Don’t let this busy earnings week slip by your radar
|With geopolitics and macro headlines dominating attention this week, it can be easy to miss the real market drivers in equities.
We’ve got 451 earnings reports landing across three sessions:
- Tuesday: 116 earnings.
- Wednesday: 138 earnings.
- Thursday: 160 earnings.
That’s a dense wave of corporate updates hitting the market in a short period of time.
When that much information flows through at once, sentiment can shift quietly, due to a tone shift across sectors.
Let’s see which names are worth paying more attention to this week.
Largest companies by market cap to watch
Below are the key names worth watching closely this week, along with what their numbers imply for their respective sectors.
Why these three matter
HSBC gives you a macro read through financials. Banks sit at the centre of credit conditions. If margins are steady and loan demand holds, it reinforces economic resilience. If commentary turns cautious, risk appetite can soften quickly.
Walmart acts as a consumer barometer. When shoppers trade down, when margins compress, when management hints at slower foot traffic, equity markets pay attention. Consumer spending still drives the U.S. economy.
Alibaba is your China pulse. With earnings expected to drop sharply year on year, the market is already braced for softness. If results stabilise or guidance improves, that can spill into emerging markets, commodities and broader risk assets.
For today: HSBC one-hour chart analysis
The HSBC chart remains in a short-term downtrend after breaking below its February 6th low. However, pre-market pricing near $88 places the stock right around the 61.8 Fib retracement level.
That is constructive in the sense that buyers are attempting to reclaim lost ground quickly, but $88.18 acts as immediate resistance. Price is essentially opening into a technical ceiling rather than clean air.
At the same time, the 1H Stochastic RSI is already in overbought territory, which suggests momentum may need to cool before any sustained move higher.
Overall, the pre-market tone is encouraging and aligns with the stronger earnings outlook for financials, but with price opening directly at resistance, some caution is warranted until a clear break and hold above that level is seen.
Walmart one-hour chart analysis
Walmart is expected to open around $128.90, placing it back inside its recent consolidation range despite the broader downside pressure seen previously.
For now, the stock is not trending decisively. It is moving sideways within defined levels, which makes structure more important than momentum.
- Key support: $126.88 previous low. Break below confirms further downside.
- Mid-range pivot: $129.40 acts as support/resistance. Acceptance above strengthens short-term tone.
- Range high: $131.76. A clean break above shifts structure toward recovery.
Overall, today’s pre-market strength aligns with stable EPS expectations, but the real test will be whether price can hold above the mid-range pivot and avoid revisiting the prior low.

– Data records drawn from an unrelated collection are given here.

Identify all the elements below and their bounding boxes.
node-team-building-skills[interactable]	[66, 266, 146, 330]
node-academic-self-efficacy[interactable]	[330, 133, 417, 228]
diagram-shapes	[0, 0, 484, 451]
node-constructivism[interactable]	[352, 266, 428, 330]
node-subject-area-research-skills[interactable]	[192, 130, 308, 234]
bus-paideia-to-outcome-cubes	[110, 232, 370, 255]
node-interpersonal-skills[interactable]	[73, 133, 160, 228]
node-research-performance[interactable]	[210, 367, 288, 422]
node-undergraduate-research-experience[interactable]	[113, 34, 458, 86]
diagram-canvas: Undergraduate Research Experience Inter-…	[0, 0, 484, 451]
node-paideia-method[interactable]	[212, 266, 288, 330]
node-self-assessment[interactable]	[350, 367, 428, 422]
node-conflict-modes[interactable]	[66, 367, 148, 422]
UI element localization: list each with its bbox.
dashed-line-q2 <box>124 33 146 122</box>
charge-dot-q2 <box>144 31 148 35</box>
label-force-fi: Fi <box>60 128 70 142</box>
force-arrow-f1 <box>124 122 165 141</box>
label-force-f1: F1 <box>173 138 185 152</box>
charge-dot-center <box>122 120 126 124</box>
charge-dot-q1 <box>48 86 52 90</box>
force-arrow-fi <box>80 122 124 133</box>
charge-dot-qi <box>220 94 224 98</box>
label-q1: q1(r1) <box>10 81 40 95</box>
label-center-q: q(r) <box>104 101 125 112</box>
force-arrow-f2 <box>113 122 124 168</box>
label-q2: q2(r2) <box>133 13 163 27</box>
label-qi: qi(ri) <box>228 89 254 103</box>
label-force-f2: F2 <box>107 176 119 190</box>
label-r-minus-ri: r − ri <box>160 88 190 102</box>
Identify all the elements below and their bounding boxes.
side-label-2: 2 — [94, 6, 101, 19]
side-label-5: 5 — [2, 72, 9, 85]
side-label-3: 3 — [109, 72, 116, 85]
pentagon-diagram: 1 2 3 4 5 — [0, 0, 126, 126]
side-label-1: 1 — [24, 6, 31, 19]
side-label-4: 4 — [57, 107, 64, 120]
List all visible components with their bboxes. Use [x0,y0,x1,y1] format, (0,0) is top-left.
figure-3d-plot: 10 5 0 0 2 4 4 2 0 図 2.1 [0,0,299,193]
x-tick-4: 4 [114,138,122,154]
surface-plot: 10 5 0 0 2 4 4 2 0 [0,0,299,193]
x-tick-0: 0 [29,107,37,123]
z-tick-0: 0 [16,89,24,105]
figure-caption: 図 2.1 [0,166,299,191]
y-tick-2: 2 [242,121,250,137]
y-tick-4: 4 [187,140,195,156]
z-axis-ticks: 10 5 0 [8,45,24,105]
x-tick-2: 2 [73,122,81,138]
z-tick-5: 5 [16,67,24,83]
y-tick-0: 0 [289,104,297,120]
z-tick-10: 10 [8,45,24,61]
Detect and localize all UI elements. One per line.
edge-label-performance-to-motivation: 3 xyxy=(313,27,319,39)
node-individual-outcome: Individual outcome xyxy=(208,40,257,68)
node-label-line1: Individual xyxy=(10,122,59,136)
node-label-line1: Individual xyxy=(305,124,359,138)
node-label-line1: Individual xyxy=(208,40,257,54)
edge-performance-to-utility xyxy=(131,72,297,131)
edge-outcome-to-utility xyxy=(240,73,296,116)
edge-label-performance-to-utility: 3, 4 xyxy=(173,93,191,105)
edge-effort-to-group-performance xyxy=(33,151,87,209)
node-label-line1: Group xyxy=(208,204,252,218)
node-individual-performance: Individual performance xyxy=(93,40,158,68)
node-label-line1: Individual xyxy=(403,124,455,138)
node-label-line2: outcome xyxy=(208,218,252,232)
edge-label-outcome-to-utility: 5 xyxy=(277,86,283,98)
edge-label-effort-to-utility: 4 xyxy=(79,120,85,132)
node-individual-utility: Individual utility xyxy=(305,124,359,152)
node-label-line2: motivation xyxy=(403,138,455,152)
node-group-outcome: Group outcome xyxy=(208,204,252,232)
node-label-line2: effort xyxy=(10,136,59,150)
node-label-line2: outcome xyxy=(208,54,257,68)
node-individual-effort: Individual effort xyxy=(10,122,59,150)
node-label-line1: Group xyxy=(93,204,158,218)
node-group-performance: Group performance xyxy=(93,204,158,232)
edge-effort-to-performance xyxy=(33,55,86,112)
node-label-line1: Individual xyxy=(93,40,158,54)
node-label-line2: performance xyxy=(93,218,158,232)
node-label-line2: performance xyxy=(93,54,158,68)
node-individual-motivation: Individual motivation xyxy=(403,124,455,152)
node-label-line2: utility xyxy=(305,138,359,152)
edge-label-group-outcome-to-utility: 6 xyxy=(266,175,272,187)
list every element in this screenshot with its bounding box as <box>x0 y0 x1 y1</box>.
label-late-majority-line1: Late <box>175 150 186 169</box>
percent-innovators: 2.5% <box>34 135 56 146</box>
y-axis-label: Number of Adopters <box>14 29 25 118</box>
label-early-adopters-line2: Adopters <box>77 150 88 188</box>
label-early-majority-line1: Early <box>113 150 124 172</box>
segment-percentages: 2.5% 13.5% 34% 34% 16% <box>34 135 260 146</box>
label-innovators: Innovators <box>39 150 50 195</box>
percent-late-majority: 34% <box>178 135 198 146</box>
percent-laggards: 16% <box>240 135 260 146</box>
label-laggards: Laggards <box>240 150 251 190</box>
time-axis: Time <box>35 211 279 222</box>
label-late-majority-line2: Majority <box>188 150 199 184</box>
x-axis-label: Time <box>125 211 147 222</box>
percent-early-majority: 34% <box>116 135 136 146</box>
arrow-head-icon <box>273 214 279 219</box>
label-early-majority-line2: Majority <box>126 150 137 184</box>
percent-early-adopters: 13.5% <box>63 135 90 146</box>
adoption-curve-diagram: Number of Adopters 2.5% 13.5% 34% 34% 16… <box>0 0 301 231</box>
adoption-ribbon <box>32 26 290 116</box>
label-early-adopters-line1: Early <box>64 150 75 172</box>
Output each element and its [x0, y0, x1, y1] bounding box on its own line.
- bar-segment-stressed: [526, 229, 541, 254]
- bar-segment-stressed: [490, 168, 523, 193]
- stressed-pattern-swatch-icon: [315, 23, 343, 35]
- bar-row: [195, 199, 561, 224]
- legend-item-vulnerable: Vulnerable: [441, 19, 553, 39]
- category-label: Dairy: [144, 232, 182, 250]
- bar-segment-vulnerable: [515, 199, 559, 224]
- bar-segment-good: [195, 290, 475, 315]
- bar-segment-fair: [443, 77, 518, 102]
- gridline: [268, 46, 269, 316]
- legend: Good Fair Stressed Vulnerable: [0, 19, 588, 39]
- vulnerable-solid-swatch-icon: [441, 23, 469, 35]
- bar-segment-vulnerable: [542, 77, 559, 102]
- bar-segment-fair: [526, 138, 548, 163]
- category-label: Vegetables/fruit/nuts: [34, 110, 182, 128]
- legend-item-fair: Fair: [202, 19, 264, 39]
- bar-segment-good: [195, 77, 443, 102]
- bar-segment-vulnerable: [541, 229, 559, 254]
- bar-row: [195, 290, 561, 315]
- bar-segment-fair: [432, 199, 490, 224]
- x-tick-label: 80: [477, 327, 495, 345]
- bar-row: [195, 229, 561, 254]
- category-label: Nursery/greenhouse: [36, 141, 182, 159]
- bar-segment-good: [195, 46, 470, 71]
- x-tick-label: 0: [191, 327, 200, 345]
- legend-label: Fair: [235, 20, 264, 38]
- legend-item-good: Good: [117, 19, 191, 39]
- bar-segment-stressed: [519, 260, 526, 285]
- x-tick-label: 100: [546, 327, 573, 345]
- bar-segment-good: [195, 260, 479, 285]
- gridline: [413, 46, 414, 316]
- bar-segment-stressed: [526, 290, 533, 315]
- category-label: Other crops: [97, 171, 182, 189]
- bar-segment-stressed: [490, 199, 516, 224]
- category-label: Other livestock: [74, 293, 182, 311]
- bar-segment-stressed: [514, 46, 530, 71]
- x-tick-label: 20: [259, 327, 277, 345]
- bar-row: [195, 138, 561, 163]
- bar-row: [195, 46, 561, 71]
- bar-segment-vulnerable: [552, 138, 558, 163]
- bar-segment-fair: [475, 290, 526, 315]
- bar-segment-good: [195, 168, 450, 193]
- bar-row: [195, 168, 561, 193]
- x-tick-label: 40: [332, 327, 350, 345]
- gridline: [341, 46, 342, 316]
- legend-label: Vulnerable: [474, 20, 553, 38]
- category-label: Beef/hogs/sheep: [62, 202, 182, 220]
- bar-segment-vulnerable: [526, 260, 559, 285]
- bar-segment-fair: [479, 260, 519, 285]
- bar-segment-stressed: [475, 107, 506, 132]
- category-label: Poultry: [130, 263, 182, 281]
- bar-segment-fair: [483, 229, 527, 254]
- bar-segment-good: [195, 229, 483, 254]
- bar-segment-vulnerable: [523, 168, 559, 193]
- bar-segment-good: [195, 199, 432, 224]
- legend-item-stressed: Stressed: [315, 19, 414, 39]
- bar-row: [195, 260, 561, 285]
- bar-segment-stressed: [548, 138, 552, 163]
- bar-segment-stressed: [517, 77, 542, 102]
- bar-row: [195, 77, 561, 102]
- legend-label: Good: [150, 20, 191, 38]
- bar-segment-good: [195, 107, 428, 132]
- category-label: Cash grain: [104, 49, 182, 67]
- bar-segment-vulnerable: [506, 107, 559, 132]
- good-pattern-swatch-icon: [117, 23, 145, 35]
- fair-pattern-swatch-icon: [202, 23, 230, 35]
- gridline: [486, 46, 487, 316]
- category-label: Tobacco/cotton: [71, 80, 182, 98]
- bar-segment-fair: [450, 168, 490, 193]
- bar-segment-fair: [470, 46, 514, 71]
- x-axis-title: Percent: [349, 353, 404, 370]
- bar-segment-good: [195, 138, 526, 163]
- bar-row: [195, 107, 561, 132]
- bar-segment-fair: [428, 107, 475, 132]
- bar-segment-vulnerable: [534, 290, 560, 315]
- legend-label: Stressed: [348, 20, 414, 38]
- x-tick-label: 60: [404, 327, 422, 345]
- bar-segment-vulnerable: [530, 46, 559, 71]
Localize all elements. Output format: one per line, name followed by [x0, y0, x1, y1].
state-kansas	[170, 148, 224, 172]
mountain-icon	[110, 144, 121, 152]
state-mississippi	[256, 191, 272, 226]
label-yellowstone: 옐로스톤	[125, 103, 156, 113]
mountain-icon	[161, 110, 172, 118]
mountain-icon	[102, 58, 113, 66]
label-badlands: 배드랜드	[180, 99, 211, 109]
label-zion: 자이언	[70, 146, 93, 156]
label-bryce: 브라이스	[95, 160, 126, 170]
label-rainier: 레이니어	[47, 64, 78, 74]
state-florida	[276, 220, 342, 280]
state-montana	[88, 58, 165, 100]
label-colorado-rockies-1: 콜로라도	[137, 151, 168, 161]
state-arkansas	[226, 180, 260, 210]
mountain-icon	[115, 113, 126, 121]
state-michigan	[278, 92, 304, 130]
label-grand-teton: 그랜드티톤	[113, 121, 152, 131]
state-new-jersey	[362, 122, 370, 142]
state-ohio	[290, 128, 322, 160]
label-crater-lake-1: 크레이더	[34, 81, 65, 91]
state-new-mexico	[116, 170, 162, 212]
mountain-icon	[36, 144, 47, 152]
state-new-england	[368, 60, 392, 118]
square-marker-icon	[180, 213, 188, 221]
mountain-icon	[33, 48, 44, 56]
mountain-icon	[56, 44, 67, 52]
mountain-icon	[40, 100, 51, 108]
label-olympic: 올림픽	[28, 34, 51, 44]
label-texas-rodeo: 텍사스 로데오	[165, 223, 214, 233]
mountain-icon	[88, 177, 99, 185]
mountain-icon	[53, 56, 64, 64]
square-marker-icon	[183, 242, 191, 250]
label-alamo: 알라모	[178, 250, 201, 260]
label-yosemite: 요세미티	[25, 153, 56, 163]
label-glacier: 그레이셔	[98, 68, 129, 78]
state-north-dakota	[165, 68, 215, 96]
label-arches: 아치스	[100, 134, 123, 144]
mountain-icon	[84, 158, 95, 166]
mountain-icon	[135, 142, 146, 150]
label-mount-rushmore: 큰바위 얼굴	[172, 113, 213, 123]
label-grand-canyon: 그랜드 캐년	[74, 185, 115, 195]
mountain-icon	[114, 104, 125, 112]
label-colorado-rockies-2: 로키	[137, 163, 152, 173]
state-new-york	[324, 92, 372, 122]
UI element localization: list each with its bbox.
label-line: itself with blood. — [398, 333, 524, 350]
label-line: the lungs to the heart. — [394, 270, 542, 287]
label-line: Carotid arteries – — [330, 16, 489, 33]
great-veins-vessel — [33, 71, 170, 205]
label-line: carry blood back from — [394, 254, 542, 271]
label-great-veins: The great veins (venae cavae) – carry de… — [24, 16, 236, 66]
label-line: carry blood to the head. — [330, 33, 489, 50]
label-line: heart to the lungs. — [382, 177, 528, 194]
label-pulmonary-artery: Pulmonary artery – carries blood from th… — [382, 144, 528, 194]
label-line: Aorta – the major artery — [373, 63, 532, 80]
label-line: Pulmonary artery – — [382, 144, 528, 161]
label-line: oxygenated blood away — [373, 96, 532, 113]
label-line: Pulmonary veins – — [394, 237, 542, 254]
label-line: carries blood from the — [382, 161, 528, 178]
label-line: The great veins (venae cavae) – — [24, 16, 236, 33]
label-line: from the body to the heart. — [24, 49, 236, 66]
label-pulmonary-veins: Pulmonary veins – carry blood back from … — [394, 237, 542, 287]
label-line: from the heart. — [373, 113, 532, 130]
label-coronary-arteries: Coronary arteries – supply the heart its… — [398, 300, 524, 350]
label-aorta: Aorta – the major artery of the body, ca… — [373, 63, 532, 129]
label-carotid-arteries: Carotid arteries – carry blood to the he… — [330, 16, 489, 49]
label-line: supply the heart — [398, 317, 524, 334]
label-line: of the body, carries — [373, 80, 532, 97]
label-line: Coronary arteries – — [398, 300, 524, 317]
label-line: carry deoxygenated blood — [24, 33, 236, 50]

Alibaba one-hour chart analysis
Alibaba is trading within a clear short-term downtrend, with price continuing to respect a descending trendline from the late January highs. The recent selloff found support near the 78.6% Fibonacci retracement around $152.80, where buyers stepped in and triggered a bounce. That level now acts as the key downside reference. A break below it would expose the $145 region, which aligns with the 100% retracement.
Price is currently attempting to stabilise around the mid-$150s, but structure remains weak unless the descending trendline and the $157–$160 zone are reclaimed. That area acts as immediate resistance and will likely attract sellers on the first test.
Momentum on the 1H is deeply oversold, which supports the case for a short-term relief bounce. However, until higher highs start forming, this move should be viewed as recovery within a broader downtrend.
Overall, Alibaba is technically fragile, but sitting at a meaningful Fib support level where short-term buyers may attempt to defend; and additionally, consolidating within a potential falling wedge.
Bottom line
Across sectors, the setup is clear.
- Financials are expected to improve.
- Consumerism remains stable but not booming.
- China’s growth is assumed to be weaker.
This week isn’t just about beats and misses. It’s about whether those assumptions hold. If they do, markets continue rotating calmly. If they don’t, volatility picks up without needing any new geopolitical trigger.